Keith Thurman And Danny Garcia Finally Battle This Weekend

Last October, when Showtime Sports announced seven-marquee boxing matchups to end 2016 and start 2017, fans were elated. The bouts pit top 10 champions against top 10 challengers, and each fight had the star power needed to corral the old viewership and grow a new base of fight fans.

This weekend, we have arrived at the last of the seven matchups, when Keith One Time Thurman faces off against Danny Swift Garcia, and there couldnt be a better culmination point.

Lets start with the social media war between the two where Thurman, the current WBA Super welterweight champion, has assumed the role of ringleader for the fans that believe Garcia cherry picks his opponents. Online taunts of Cherry Garcia have produced subsequent fan memes of Garcias face appearing on the Ben and Jerrys ice cream box.

At the January 18th pre-fight press conference, promoter Lou DiBella did his best to orchestrate a classy affair until Keith Thurman rubbed Garcia’s father/trainer Angel all the way wrong during his podium time. What resulted was the elder Garcia grabbing the microphone and berating Thurman with insults and racially sensitive street epithets before attempting to fight Thurman on the dais.

The disgust was clear from Showtime Sports Executive Vice President and General Manager Stephen Espinoza and set the tone for a true bad blood feud between the two champions. The elder Garcias horrible choice of street vernacular aside, this is what boxing needs. The pressure to prove who is the best has never been higher and with the departure of Floyd Money Mayweather from active competition, the top athletes are all vying to fill that void.

Thurman (27-0) has never been shy about self-promotion. Having trained with the late Ben Getty and currently working with Dan Birmingham at the St. Pete Boxing Club in Florida, Thurman was sparring with Winky Wright when he was a boy. He has the pedigree and after starting his career at light middleweight, he entered the welterweight division at the Barclays Center back in 2013.

It was a natural fit and Thurman won the WBA welterweight title that year with a 10th round TKO victory over Diego Chaves. Since then, he has knocked out Jesus Soto Karass and had wars with Robert Guerrero, Leonard Bundu and most recently Shawn Porter.   

Thurman campaigned hard for a shot at Mayweather before his retirement but did not succeed. Welterweight supremacy is clearly his only concern right now. Enter Danny Garcia.

Garcia, unbeaten at 33-0, is the self-proclaimed Philly Rican who has always been half fan favorite and half villain. It is clear the father-son duo know how to win, having demolished the light welterweight ranks and racking up titles along the way.

But his fights against Mauricio Herrera and Lamont Peterson gave the fans fodder, dispelling them as unjust majority decision wins. Then Garcia entered the welterweight ranks, knocking out Rod Salka and then Paulie Malignaggi, both at the Barclays Center. After securing the WBC welterweight title against Robert Guerrero last year, the stage was set for the two top welterweights to finally meet.

Whoever wins this Saturday’s bout, which will be broadcast live on CBS, will indeed wear the crown, not simply because of the two belts they will hold, but this meeting of undefeated champs in their prime is what the fans want to see most.

Aside from the man who walks out of the ring victorious, the true winners are the fans and Showtime Sports, who finally are in tandem with premier boxing offerings that should help create a newly insatiable appetite for pugilism.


Your output must match the records below character for character.

[Opening Data provided section]

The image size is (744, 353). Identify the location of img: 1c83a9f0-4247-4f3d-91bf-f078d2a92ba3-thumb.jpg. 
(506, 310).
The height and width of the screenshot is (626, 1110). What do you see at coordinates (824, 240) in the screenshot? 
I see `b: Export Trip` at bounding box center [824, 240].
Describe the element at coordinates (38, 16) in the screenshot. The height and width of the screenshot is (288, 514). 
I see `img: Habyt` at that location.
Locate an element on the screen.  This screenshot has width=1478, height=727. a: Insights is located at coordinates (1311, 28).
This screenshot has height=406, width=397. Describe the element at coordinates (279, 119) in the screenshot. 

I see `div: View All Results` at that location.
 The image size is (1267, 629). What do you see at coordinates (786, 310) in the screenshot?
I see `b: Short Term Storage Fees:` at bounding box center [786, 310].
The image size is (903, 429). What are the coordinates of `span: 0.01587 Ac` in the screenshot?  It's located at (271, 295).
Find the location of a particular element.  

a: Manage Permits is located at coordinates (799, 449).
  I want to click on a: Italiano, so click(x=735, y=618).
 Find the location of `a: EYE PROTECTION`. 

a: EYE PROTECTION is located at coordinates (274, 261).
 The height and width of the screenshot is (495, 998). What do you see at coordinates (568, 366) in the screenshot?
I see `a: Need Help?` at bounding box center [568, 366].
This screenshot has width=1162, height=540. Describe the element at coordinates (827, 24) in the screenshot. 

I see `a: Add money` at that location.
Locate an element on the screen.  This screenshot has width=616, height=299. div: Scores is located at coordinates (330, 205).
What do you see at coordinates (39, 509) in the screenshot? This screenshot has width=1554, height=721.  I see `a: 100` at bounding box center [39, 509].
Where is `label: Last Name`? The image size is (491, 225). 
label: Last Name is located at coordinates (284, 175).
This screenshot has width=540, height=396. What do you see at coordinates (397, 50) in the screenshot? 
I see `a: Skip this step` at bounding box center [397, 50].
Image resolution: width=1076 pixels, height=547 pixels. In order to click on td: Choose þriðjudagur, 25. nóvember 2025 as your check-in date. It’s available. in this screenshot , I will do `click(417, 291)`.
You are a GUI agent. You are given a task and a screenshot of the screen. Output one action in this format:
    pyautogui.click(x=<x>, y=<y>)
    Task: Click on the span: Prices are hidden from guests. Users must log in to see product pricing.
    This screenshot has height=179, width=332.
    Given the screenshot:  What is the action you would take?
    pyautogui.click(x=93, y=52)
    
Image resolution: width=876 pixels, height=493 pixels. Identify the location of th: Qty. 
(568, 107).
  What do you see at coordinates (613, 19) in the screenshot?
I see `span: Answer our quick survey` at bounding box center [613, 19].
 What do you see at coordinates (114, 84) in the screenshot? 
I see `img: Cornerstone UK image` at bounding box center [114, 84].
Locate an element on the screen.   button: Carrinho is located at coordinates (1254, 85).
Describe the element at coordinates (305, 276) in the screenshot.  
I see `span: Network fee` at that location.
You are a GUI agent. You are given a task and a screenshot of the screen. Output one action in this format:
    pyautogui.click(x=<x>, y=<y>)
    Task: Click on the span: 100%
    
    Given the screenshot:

[Closing Data provided section]

* Your response:
The image size is (744, 353). Identify the location of img: 1c83a9f0-4247-4f3d-91bf-f078d2a92ba3-thumb.jpg. 
(506, 310).
The height and width of the screenshot is (626, 1110). What do you see at coordinates (824, 240) in the screenshot? 
I see `b: Export Trip` at bounding box center [824, 240].
Describe the element at coordinates (38, 16) in the screenshot. The height and width of the screenshot is (288, 514). 
I see `img: Habyt` at that location.
Locate an element on the screen.  This screenshot has width=1478, height=727. a: Insights is located at coordinates (1311, 28).
This screenshot has height=406, width=397. Describe the element at coordinates (279, 119) in the screenshot. 

I see `div: View All Results` at that location.
 The image size is (1267, 629). What do you see at coordinates (786, 310) in the screenshot?
I see `b: Short Term Storage Fees:` at bounding box center [786, 310].
The image size is (903, 429). What are the coordinates of `span: 0.01587 Ac` in the screenshot?  It's located at (271, 295).
Find the location of a particular element.  

a: Manage Permits is located at coordinates (799, 449).
  I want to click on a: Italiano, so click(x=735, y=618).
 Find the location of `a: EYE PROTECTION`. 

a: EYE PROTECTION is located at coordinates (274, 261).
 The height and width of the screenshot is (495, 998). What do you see at coordinates (568, 366) in the screenshot?
I see `a: Need Help?` at bounding box center [568, 366].
This screenshot has width=1162, height=540. Describe the element at coordinates (827, 24) in the screenshot. 

I see `a: Add money` at that location.
Locate an element on the screen.  This screenshot has width=616, height=299. div: Scores is located at coordinates (330, 205).
What do you see at coordinates (39, 509) in the screenshot? This screenshot has width=1554, height=721.  I see `a: 100` at bounding box center [39, 509].
Where is `label: Last Name`? The image size is (491, 225). 
label: Last Name is located at coordinates (284, 175).
This screenshot has width=540, height=396. What do you see at coordinates (397, 50) in the screenshot? 
I see `a: Skip this step` at bounding box center [397, 50].
Image resolution: width=1076 pixels, height=547 pixels. In order to click on td: Choose þriðjudagur, 25. nóvember 2025 as your check-in date. It’s available. in this screenshot , I will do `click(417, 291)`.
You are a GUI agent. You are given a task and a screenshot of the screen. Output one action in this format:
    pyautogui.click(x=<x>, y=<y>)
    Task: Click on the span: Prices are hidden from guests. Users must log in to see product pricing.
    This screenshot has height=179, width=332.
    Given the screenshot:  What is the action you would take?
    pyautogui.click(x=93, y=52)
    
Image resolution: width=876 pixels, height=493 pixels. Identify the location of th: Qty. 
(568, 107).
  What do you see at coordinates (613, 19) in the screenshot?
I see `span: Answer our quick survey` at bounding box center [613, 19].
 What do you see at coordinates (114, 84) in the screenshot? 
I see `img: Cornerstone UK image` at bounding box center [114, 84].
Locate an element on the screen.   button: Carrinho is located at coordinates (1254, 85).
Describe the element at coordinates (305, 276) in the screenshot.  
I see `span: Network fee` at that location.
You are a GUI agent. You are given a task and a screenshot of the screen. Output one action in this format:
    pyautogui.click(x=<x>, y=<y>)
    Task: Click on the span: 100%
    
    Given the screenshot:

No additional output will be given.